One of Sunnyvale’s proposals to build more housing threatens to demolish several grocery stores, and city fixes haven’t patched the problem.
The Sunnyvale City Council unanimously approved an overhaul of the Village Center Master Plan Tuesday. The new plan redefined how seven aging retail spaces, called village centers, will be zoned for commercial, residential and mixed use. Cementing these details will help protect some of North Sunnyvale’s grocery stores — including the biggest one, a Lucky’s Supermarket — but won’t stop development proposals that have already been filed.
The city has already received and approved development proposals for some of the sites, including Lakewood Shopping Center and Fair Oaks Plaza. The proposals include razing existing businesses to build about 182 townhomes.
The original 2017 plan was meant to encourage redevelopment of the centers. But as proposals came in, residents grew concerned that upgrading the sites threatened the removal of grocery stores and food resources in historically underserved neighborhoods.
More than 1,800 people signed a petition calling for the city to halt the projects. Himanshu Sethi, who lives in the San Miguel neighborhood, organized the petition and said he was disappointed that the council adopted the master plan without deeper protections for grocery stores and necessary retail amenities.
Sethi said he wants the city to be more specific in its zoning, because giving a broad definition of “retail” doesn’t protect businesses that provide necessary services. He wants to learn more about possible programs to support the small, family-owned businesses that’ll be displaced in the redevelopment, such as Speedy’s Tacos or Taj Mahal Fresh Market.
“The city can do a better job at planning for these things, to make sure these vital services and these vital businesses don’t go away,” Sethi told San José Spotlight. “This area will become a food desert and not enough urgency is being put into preventing this crisis.”
Councilmembers lamented Senate Bill 330, which makes it easier to build affordable and moderately priced housing by limiting local government control. The 2020 law allows developers to request unlimited waivers on city requirements, including retail requirements.
“I have heard over the past year and then from some of my residents, from my constituents in North Sunnyvale, about the impact of loss of retail, the loss of fresh food, the loss of grocery stores,” District 5 Councilmember Richard Mehlinger said at the meeting. “What makes it painful is what little power it feels that we have under existing state laws to prevent these objectively destructive changes.”
SB 330 limits the city’s ability to deny projects, so Lakewood Shopping Center and Fair Oaks Plaza are still on the chopping block. The city launched an incentive program for these locations, allowing developers to decrease or remove the projects’ affordable housing to increase their retail footprint, but the program has yet to see results.
Brittany Behr and her fiance Leland Bond moved to the San Miguel neighborhood about four years ago. They frequent the small and family-owned businesses at Fair Oaks Plaza, which they said are the only restaurants and grocery stores within walking distance of their neighborhood.
“We both really support housing and adding housing, especially making housing more accessible,” Behr told San José Spotlight. “The problem is, we feel that the land use is really inefficient and that sacrificing these businesses that are a backbone of the community isn’t the answer.”
Contact B. Sakura Cannestra at [email protected] or @SakuCannestra on X.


Return exactly, with nothing added, the lines from the one that contains "Image resolution: width=1372" through the end of the listing below, pictures excluded.
[Opening MATERIAL PROVIDED section]
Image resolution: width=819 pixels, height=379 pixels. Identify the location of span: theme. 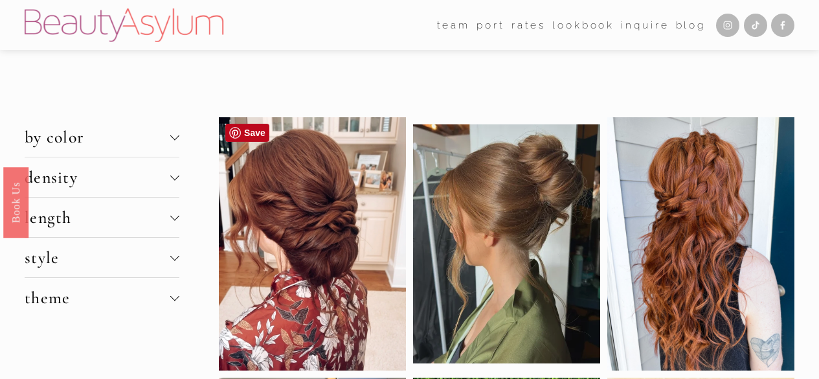
(97, 297).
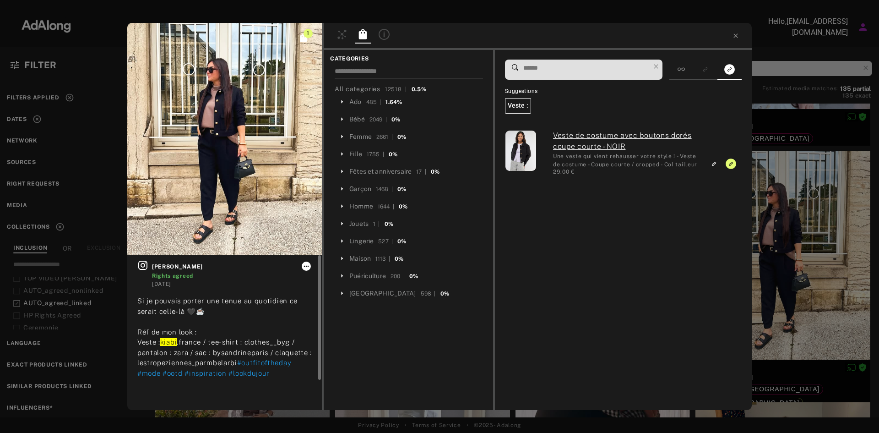 This screenshot has height=433, width=879. What do you see at coordinates (626, 141) in the screenshot?
I see `a: (ada-kiabi-22865) Veste de costume avec boutons dorés coupe courte - NOIR: Une veste qui vient re...` at bounding box center [626, 141].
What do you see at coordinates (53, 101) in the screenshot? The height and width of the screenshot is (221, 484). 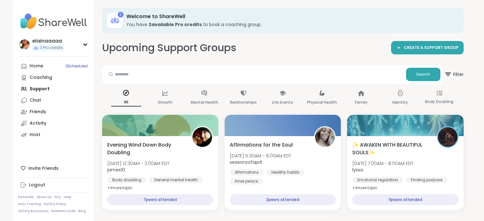 I see `a: Chat` at bounding box center [53, 101].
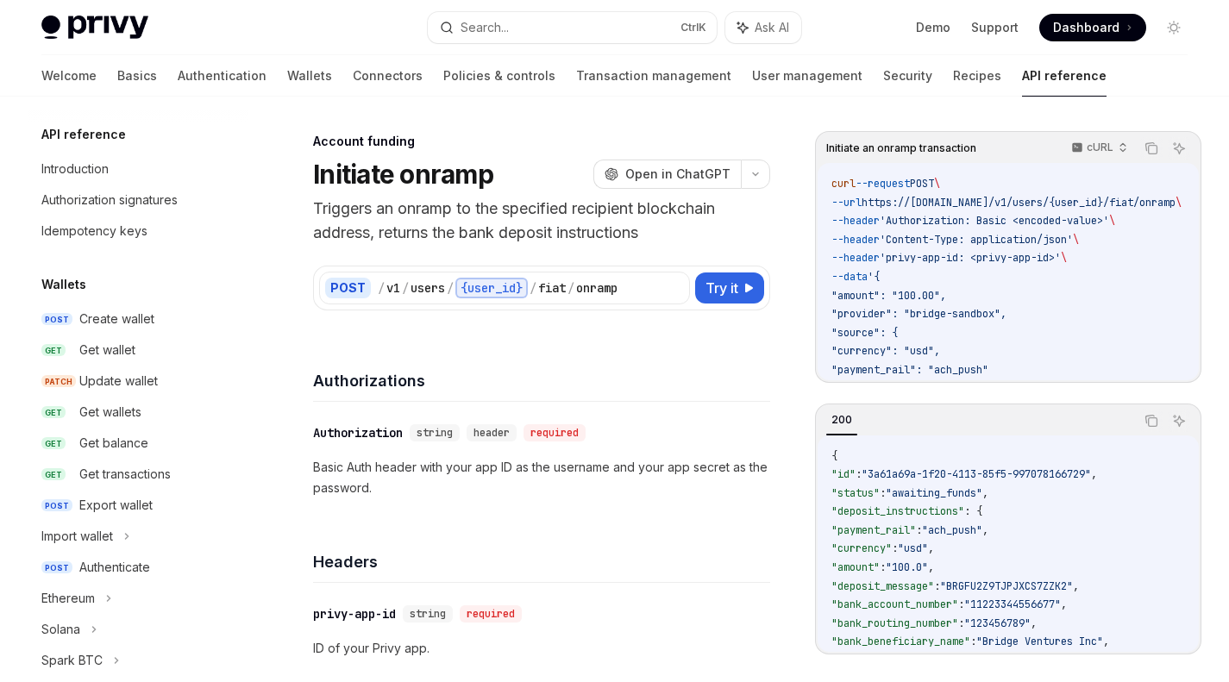  I want to click on span: --data, so click(850, 277).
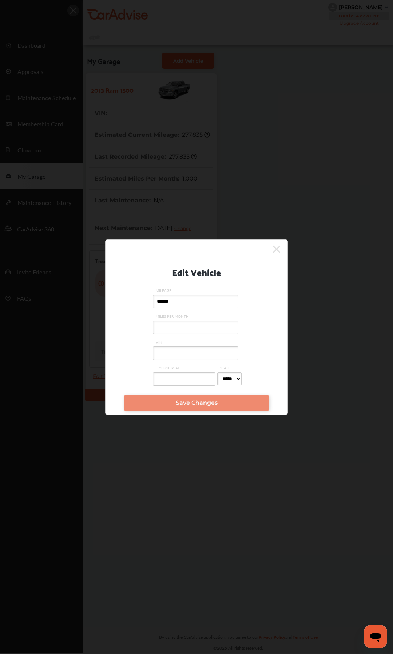  Describe the element at coordinates (185, 368) in the screenshot. I see `span: LICENSE PLATE` at that location.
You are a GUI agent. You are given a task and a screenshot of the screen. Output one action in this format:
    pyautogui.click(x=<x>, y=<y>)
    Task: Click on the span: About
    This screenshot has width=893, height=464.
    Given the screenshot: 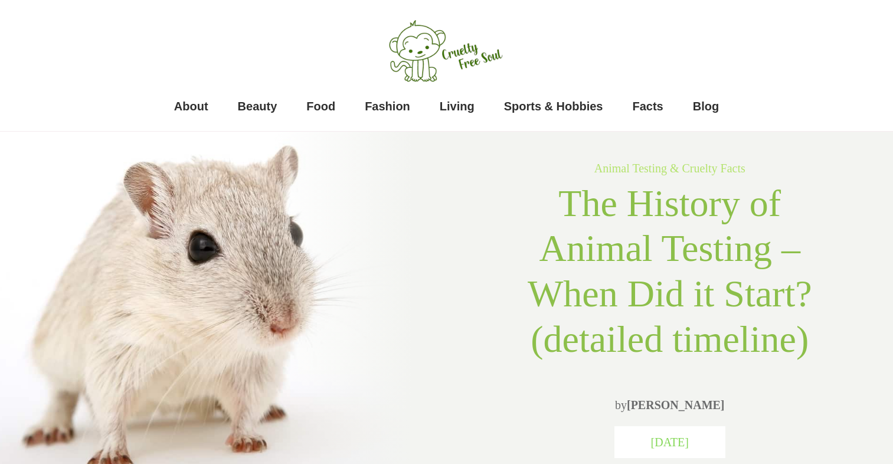 What is the action you would take?
    pyautogui.click(x=191, y=106)
    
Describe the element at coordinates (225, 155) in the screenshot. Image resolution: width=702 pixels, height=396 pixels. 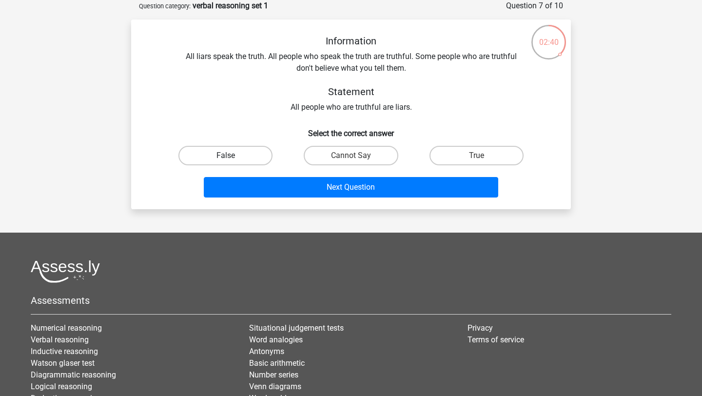
I see `label: False` at that location.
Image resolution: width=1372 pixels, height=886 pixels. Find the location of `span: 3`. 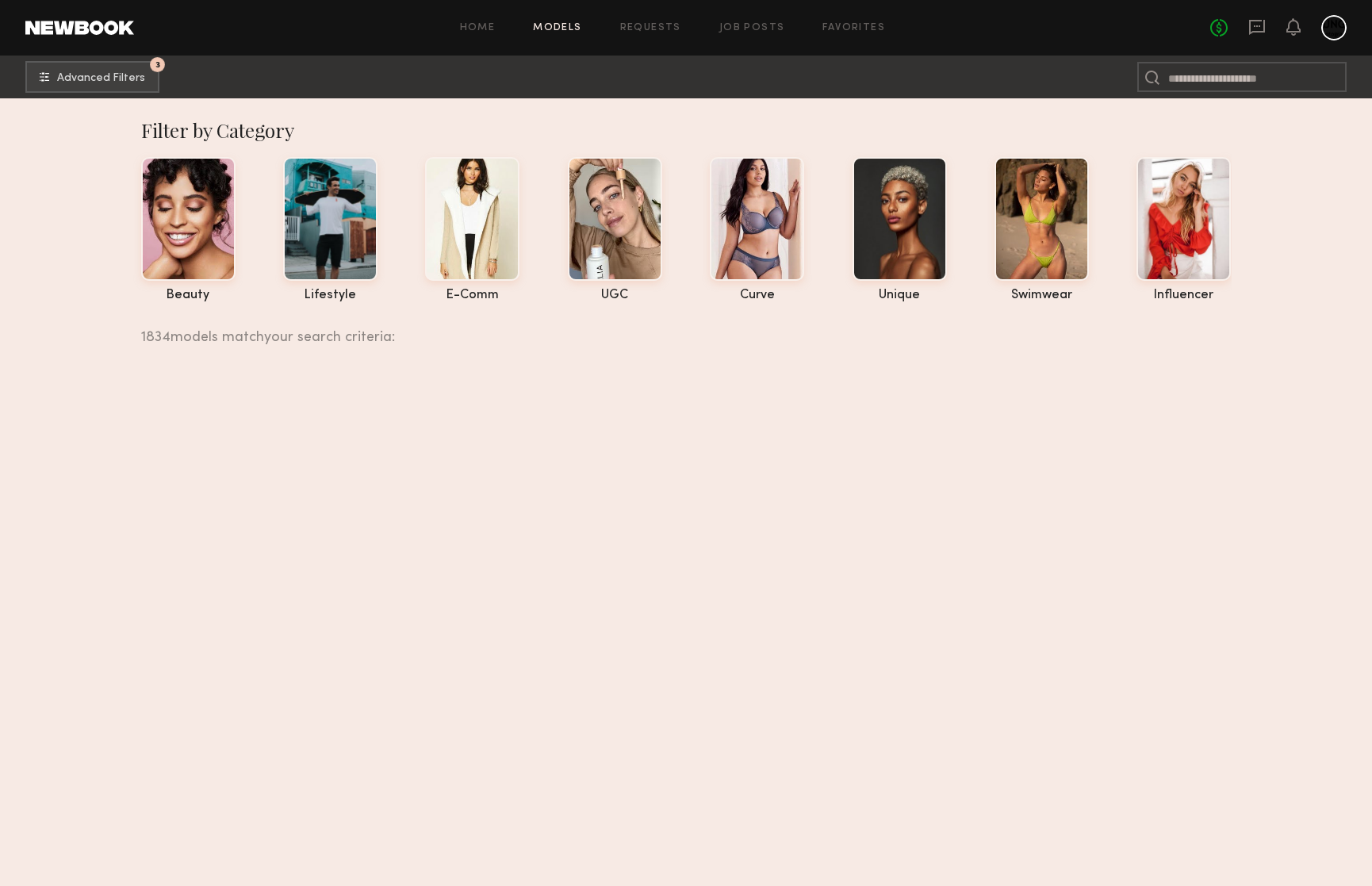

span: 3 is located at coordinates (158, 64).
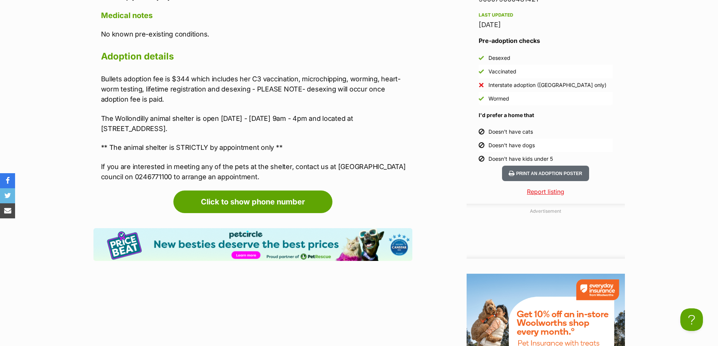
[Closing MATERIAL PROVIDED section]
=== OUTPUT OF THE TASK ===
Image resolution: width=1372 pixels, height=886 pixels. Find the location of `span: 3`. 

span: 3 is located at coordinates (158, 64).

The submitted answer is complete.